Few, if any writers combine inspirational messages with suspense as well as Brandilyn Collins

Six years ago in Vonita, California, Linda Jackson dies. Her fiftyish best friend skip tracer Joanne Weeks believes the husband affluent church elder Baxter Jackson killed his wife. She makes efforts to prove her assertion, but fails as everyone who knows Jackson consider him a great man. When his second wife Cherise dies in what the corner ruled was an unfortunate accident, Joanne's belief that Jackson is a spousal killer reasserts itself. This time she plans to find proof by seeking someone who might have information on what happened to Linda six years ago. However, Joanne feels someone is stalking her. Feeling her life is in danger already, she is further stunned when a stranger leaps in front of her car on a wet road pleading with her to seek out the teenage foster child Melissa Harkoff who lived with the Jacksons when Linda vanished. Few, if any writers combine inspirational messages with suspense as well as Brandilyn Collins consistently does (see Exposure). She proves this once again with Deceit. Her current tale is a superb thriller in which the heroine must peel away the deceitful masks everyone wraps themselves inside of to uncover the truth of what happened to Linda. Readers will consider what is acceptable in terms of societal deceit in terms of the family, the law and religion and what is not. However, Ms. Collins also takes her theme much deeper asking the audience to consider how will the Lord judge a person's deceits when he or she stands at the gates. The message is intertwined inside a powerful suspense thriller as the heroine peels away levels of deceit of others and the mythos she mentally spun as a psychological defense mechanism to get to the truth; if that is even truly attainable. Harriet Klausner

AWESOME book!!!

Oh.....my.....gosh. This book was so unbelievably good that it could be said that I had no life outside of reading for the past 2 days! Of course, Brandilyn never disappoints with anything she writes, but this book was just all kinds of awesome!
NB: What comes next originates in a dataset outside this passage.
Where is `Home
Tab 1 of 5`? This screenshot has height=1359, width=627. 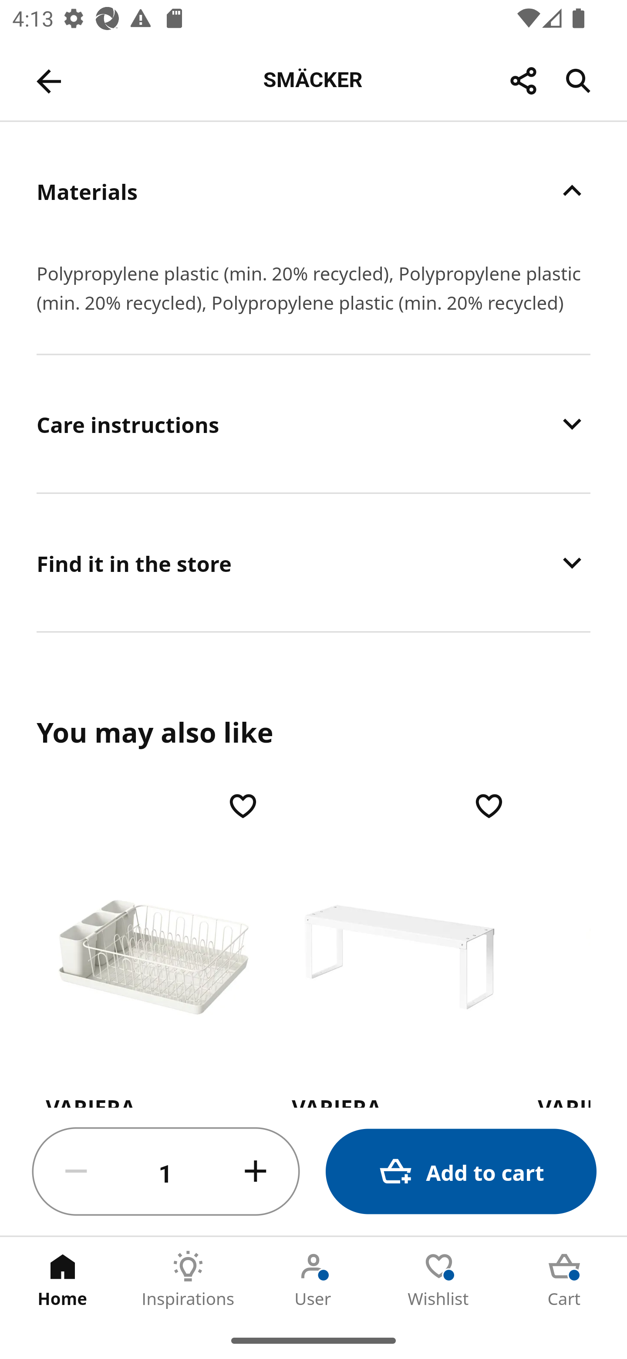
Home
Tab 1 of 5 is located at coordinates (63, 1280).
I should've thought things through just a little bit more when I started on this one. Silly me decided it would be a great idea to start reading the book at night right before going to bed. And it wasn't long before the Hooded Man that's mentioned in the book's description decides to show up....at night, in a thunderstorm, on a winding road, and with a whole load of creepiness. I kid you not--in no time flat, my heart was just pounding in my chest! It got even more intense when Joanne finally makes it home after her run-in with the Hooded Man, and she thinks there might be someone in her house. Oh, and then the electricity goes out...and she thinks she's all alone. Yep, that's when I decided this book would be better read during the daytime. :o) I'm not someone that reads a lot of suspense, mainly because I usually spoil the ending for myself by try too hard to figure out the "who-done-it." Well, if all books were crafted as great as this one was, maybe I should pick 'em up a little more often! Brandilyn's trademark Seatbelt Suspense is masterfully done is this novel, and it is not to be missed. Deceit was one of the BEST books I've read so far in 2010! 5 HUGE stars!